[Pixel coordinate grounding data]
......
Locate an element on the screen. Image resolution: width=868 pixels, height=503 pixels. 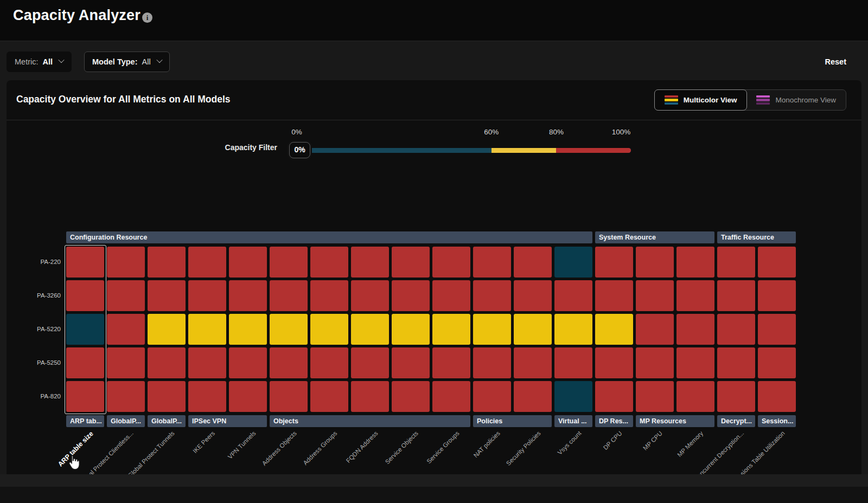
monochrome-view-button: Monochrome View is located at coordinates (796, 100).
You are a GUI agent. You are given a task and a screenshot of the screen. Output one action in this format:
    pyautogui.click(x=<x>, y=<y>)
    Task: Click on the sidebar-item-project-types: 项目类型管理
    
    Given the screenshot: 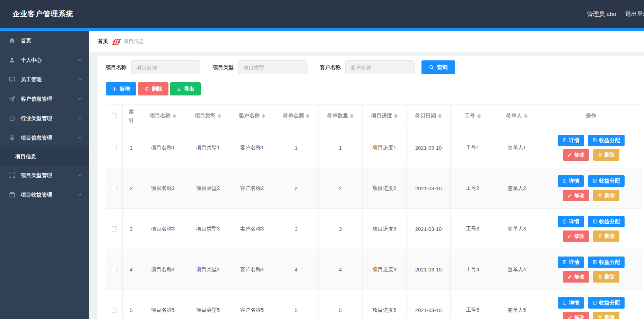 What is the action you would take?
    pyautogui.click(x=44, y=175)
    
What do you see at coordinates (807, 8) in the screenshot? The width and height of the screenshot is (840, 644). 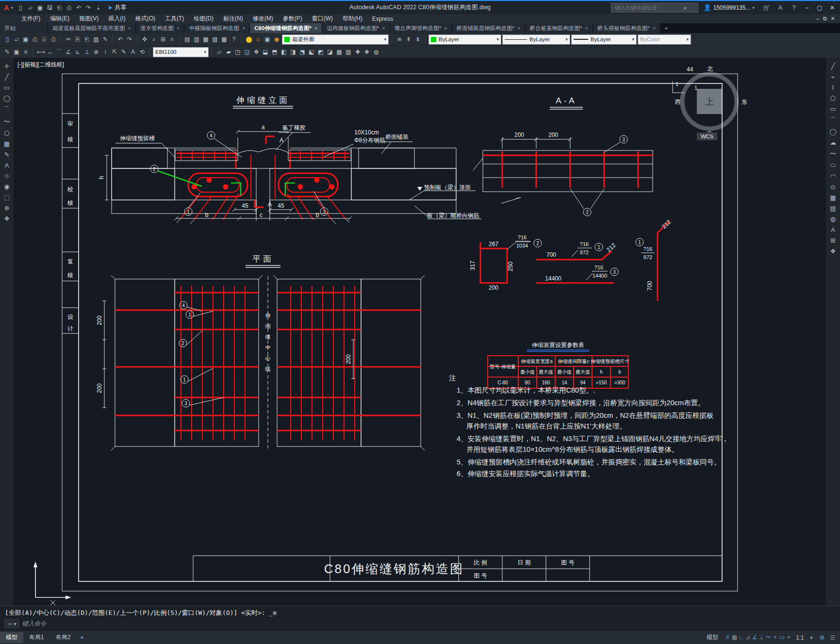 I see `minimize-button: –` at bounding box center [807, 8].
......
- Task directions
From the first line of the records through the line with "pyautogui.click(x=<x>, y=<y>)", reproduce each line exactly and leave the pictures out.

- Exercise result
Locate an element on the screen. Image resolution: width=868 pixels, height=503 pixels. 
monochrome-view-button: Monochrome View is located at coordinates (796, 100).
You are a GUI agent. You are given a task and a screenshot of the screen. Output one action in this format:
    pyautogui.click(x=<x>, y=<y>)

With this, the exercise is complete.